“She was a monster, but she was my monster.”
Source: Why Be Happy When You Could Be Normal?
Le Moniteur Universel, March 12, 1815.
About
“She was a monster, but she was my monster.”
Source: Why Be Happy When You Could Be Normal?
“So I want to have monsters as a metaphor but I also want monsters because monsters are cool.”
interview with 3am
Context: The thing about good pulp is that you trust the reader and you know that the mind is a machine to process metaphors so of course all those connections will be there. But you've also granted the fantastic its own dynamic and allowed that awe. There's no contradiction. So I want to have monsters as a metaphor but I also want monsters because monsters are cool. There's no contradiction.
“Is it better to out-monster the monster or to be quietly devoured?”
Some Statements and Truisms about Neologisms, Newisms, Postisms, Parasitisms, and other small Seismisms, The States of Theory, ed. David Carroll, New York: Columbia University Press, 1989.
“We have imported a monster and this monster is called Islam.”
As quoted in "‘We have imported a monster called Islam’: Dutch Far-Right leader Geert Wilders says EU should refuse entry to all Muslim migrants" http://www.dailymail.co.uk/news/article-3708401/Dutch-Far-Right-Freedom-Party-leader-Geert-Wilders-says-EU-refuse-entry-Muslim-migrants.html by Gareth Davies, Mail Online (26 July 2016)
2010s
“We're all monsters," said Daisy with enthusiasm. "It's the Age of Monsters.”
Source: Let It Come Down (1952), p. 238
“Well, the first thing is that I love monsters, I identify with monsters.”
Source: The Monsters Of Hellboy II
“Monsters,' her dad said, a tear tracing his cheek. 'I live in a world of monsters.”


What you should do - From the data below, repeat exactly the lines from the line with "Identify the location of span: 0461" to the line with "Task: Click on the div: Project", both included.

• • • • • • •

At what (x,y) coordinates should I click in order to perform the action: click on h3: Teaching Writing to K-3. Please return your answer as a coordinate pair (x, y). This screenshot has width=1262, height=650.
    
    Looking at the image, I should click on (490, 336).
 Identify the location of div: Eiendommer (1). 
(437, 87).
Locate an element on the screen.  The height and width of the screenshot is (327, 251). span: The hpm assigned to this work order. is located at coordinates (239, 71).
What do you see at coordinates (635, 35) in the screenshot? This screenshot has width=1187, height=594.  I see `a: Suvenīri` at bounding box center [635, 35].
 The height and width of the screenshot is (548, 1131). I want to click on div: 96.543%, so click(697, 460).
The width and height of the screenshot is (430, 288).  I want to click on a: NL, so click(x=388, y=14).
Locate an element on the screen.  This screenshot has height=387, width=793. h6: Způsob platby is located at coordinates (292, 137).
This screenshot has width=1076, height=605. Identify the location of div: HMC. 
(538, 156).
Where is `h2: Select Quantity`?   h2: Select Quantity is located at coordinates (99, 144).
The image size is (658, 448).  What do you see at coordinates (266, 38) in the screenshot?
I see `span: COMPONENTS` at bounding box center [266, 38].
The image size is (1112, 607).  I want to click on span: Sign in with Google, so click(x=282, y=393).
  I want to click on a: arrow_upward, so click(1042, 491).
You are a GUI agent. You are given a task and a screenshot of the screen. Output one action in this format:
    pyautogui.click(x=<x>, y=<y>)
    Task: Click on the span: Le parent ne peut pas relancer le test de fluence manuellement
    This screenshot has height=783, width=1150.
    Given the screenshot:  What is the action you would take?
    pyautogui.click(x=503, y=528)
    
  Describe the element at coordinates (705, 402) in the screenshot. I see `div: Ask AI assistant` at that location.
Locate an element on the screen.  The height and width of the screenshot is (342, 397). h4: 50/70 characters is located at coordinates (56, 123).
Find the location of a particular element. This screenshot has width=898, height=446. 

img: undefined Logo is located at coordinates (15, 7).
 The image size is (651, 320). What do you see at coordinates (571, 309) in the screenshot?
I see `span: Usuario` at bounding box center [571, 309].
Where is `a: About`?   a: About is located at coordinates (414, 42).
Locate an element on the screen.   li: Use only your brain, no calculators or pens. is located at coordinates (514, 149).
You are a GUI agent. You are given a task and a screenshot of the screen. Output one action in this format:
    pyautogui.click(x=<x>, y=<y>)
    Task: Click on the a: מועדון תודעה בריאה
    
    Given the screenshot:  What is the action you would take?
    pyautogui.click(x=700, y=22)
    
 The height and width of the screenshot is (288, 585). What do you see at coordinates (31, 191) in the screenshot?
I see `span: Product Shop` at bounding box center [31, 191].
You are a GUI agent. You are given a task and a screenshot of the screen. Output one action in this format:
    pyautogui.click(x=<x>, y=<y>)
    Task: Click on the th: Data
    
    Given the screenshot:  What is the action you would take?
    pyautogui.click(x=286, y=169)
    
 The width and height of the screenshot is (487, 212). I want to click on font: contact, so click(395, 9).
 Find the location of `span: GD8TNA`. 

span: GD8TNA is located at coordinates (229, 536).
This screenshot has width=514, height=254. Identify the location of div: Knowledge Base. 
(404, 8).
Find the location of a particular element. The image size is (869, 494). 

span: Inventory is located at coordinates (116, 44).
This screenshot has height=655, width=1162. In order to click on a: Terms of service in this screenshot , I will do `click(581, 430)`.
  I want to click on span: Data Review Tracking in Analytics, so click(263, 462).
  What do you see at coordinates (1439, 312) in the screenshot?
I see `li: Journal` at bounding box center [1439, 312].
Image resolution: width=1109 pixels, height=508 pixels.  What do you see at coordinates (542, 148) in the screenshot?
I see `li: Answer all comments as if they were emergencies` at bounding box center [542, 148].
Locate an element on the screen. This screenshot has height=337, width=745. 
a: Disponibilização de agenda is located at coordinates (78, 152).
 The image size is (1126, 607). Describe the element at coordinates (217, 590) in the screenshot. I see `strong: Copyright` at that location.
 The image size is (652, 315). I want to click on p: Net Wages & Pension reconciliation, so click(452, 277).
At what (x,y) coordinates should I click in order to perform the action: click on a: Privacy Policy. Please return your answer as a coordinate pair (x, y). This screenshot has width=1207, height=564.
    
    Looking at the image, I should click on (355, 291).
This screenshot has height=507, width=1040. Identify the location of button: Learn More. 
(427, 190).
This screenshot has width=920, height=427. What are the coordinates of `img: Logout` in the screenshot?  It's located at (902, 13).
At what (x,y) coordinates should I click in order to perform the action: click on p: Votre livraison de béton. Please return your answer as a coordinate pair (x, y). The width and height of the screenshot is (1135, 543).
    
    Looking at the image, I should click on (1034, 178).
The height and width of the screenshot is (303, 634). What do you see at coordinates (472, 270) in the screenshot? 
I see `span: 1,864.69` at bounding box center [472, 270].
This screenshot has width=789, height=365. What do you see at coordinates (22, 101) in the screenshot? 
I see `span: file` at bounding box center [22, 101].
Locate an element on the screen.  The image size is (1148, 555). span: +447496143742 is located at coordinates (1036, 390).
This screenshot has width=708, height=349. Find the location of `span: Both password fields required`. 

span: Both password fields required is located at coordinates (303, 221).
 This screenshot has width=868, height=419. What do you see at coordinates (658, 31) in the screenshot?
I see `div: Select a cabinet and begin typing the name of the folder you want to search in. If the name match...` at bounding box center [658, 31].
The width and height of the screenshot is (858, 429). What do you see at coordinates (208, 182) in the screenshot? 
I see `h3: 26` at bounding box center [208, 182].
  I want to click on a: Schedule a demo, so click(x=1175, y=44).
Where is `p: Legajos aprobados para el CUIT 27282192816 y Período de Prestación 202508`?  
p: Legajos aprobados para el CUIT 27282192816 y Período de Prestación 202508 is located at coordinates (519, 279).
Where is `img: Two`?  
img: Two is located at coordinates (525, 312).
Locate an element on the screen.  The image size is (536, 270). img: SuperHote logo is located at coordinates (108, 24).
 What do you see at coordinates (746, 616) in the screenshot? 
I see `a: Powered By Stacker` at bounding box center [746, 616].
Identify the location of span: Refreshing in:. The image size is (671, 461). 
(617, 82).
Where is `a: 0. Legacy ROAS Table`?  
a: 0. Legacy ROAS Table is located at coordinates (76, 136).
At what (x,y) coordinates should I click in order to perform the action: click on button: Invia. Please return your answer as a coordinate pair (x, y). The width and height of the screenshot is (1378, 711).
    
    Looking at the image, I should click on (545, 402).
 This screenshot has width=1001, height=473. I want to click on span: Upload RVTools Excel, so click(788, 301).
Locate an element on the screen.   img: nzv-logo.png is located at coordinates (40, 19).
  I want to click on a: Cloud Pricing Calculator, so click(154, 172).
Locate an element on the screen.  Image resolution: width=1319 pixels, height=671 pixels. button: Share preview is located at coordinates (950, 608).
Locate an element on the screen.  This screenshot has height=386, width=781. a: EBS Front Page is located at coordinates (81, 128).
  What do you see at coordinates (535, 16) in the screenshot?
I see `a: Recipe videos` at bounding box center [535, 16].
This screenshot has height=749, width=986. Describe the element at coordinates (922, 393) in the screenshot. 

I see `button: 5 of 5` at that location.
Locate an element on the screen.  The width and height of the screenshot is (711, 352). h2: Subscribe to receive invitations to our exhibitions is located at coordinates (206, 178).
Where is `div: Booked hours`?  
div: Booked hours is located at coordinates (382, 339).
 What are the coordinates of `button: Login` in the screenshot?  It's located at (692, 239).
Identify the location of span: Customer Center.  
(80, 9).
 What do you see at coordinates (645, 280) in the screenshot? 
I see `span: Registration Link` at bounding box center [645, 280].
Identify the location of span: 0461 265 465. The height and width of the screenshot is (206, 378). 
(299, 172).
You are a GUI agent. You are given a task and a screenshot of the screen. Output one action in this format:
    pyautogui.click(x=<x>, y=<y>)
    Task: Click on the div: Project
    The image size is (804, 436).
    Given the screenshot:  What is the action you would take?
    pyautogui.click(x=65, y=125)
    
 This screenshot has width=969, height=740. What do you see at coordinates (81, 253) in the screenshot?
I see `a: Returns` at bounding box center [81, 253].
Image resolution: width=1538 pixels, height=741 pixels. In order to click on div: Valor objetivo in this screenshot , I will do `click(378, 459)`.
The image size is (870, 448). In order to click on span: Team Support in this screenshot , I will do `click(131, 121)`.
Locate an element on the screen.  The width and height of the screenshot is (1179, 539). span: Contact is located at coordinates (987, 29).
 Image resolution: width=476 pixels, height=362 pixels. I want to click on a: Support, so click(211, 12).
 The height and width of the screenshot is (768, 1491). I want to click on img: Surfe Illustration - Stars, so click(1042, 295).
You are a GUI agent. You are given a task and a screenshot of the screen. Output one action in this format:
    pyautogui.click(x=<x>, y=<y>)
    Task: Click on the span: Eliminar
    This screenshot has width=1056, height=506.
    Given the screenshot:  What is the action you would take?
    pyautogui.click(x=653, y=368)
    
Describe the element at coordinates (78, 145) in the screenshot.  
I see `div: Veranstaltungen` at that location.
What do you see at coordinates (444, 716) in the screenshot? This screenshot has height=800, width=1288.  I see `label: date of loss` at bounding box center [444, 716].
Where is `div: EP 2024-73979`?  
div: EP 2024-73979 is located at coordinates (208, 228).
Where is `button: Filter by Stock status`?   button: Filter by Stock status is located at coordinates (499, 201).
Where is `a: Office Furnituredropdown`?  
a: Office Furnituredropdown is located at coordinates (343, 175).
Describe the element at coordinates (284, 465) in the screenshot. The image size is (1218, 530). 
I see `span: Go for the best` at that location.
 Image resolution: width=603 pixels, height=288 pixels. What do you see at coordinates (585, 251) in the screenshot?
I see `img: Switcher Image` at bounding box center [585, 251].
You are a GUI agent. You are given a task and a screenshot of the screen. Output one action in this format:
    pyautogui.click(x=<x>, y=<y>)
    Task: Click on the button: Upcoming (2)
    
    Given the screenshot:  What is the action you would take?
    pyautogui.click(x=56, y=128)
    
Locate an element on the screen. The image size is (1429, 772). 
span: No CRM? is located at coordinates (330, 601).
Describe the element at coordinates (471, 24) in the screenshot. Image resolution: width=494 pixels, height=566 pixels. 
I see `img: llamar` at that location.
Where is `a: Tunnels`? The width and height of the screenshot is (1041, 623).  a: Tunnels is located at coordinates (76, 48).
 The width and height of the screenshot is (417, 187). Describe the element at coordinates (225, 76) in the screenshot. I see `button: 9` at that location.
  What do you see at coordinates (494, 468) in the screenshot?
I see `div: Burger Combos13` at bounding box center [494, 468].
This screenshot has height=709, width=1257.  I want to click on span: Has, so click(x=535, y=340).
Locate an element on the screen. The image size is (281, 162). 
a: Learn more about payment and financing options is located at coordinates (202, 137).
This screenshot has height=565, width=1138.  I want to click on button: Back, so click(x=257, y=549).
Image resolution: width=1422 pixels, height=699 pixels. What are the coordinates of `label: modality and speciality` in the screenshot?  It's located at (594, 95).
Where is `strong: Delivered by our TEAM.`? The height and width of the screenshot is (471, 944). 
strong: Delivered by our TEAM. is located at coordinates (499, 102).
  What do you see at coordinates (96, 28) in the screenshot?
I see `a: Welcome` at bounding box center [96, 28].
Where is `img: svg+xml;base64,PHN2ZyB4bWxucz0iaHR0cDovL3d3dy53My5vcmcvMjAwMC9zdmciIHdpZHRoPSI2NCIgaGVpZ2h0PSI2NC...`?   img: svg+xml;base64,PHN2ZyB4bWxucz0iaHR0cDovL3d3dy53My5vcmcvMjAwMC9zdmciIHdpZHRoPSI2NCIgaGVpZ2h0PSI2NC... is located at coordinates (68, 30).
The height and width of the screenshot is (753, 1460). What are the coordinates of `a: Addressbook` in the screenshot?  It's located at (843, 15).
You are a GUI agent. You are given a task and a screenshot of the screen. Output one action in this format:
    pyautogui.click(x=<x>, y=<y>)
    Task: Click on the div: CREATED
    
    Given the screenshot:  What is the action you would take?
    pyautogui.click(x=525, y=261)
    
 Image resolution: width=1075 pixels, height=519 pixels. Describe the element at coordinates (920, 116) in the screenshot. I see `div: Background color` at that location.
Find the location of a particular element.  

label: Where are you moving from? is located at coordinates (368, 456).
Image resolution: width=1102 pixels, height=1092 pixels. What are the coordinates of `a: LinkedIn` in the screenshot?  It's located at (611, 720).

• • • • • • •

Expected output -
Identify the location of span: 0461 265 465. The height and width of the screenshot is (206, 378). 
(299, 172).
You are a GUI agent. You are given a task and a screenshot of the screen. Output one action in this format:
    pyautogui.click(x=<x>, y=<y>)
    Task: Click on the div: Project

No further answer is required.